Some people reject Gayle’s music because they reject his beliefs. I have two things to say about that. First, while he may have preached from the stage, he did not demand that anyone listening share his faith. (I originally wrote “his faith or his politics,” but using Gayle’s views on abortion and homosexuality to slot a man who was voluntarily homeless for close to two decades as part of what can only be described as a spiritual and artistic quest into a simplistic political binary seems stunningly dumb.) Second, the best of an artist manifests itself in the art. The human being behind the art is usually much less interesting, and almost always disappointing in some way. Tell me who your favorite artist is, and with five minutes of research I’ll show you something shitty they’ve done or said.

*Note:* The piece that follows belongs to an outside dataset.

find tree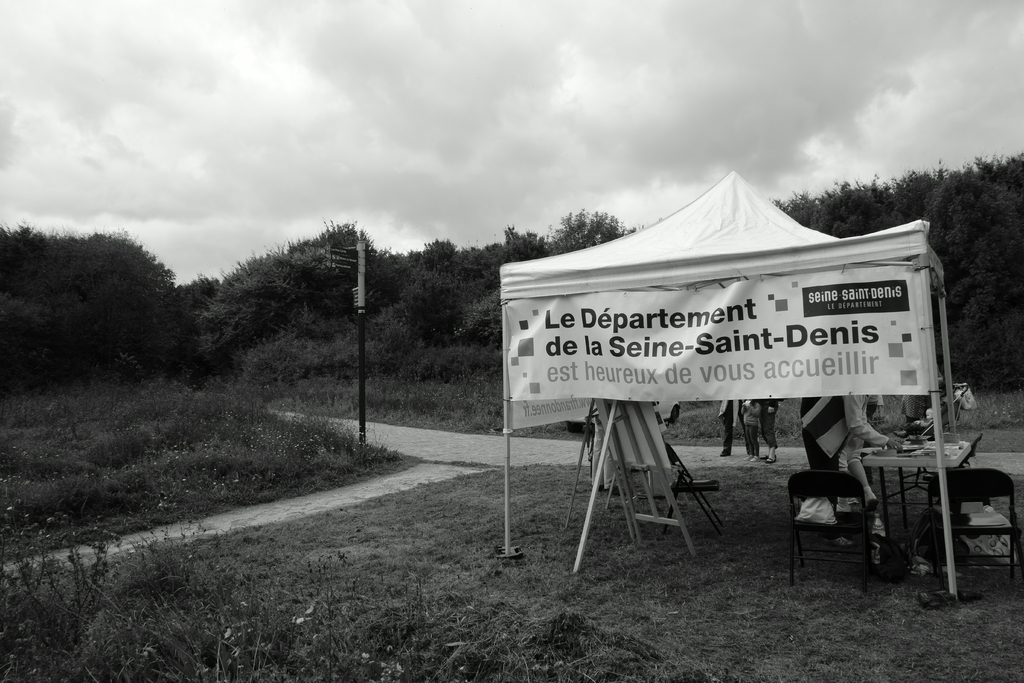
x1=768, y1=183, x2=909, y2=233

Because of his insistence on downplaying his own significance — I interviewed him once, for my book New York is Now!: The New Wave of Free Jazz, but didn’t include any quotes, because he seemed so ambivalent about his own work (he used the word “irrelevant” to describe his music over and over) — Gayle has long been a mysterious figure in free jazz. But he was deeply intelligent, a masterful saxophonist who could make the horn do anything he wanted it to, and a kind and gentle and friendly person (some of the time). His artistic legacy deserves preservation, and much deeper exploration than it’s gotten to date. (Cisco Bradley is apparently writing a biography of Gayle, and I look forward to reading it.) Dig into his catalog, both the early stuff and key latter-day documents like Ancient of Days and Streets. I think you’ll be surprised by what you hear.
That’s it for now. See you next week!
Really fine essay. I’ve long wondered if latching Gayle to Ayler actually did him (and others) a disservice. That’s often used as a shorthand for “loud, screaming sax” and kind of strips away the individual artist’s nuance and autonomy.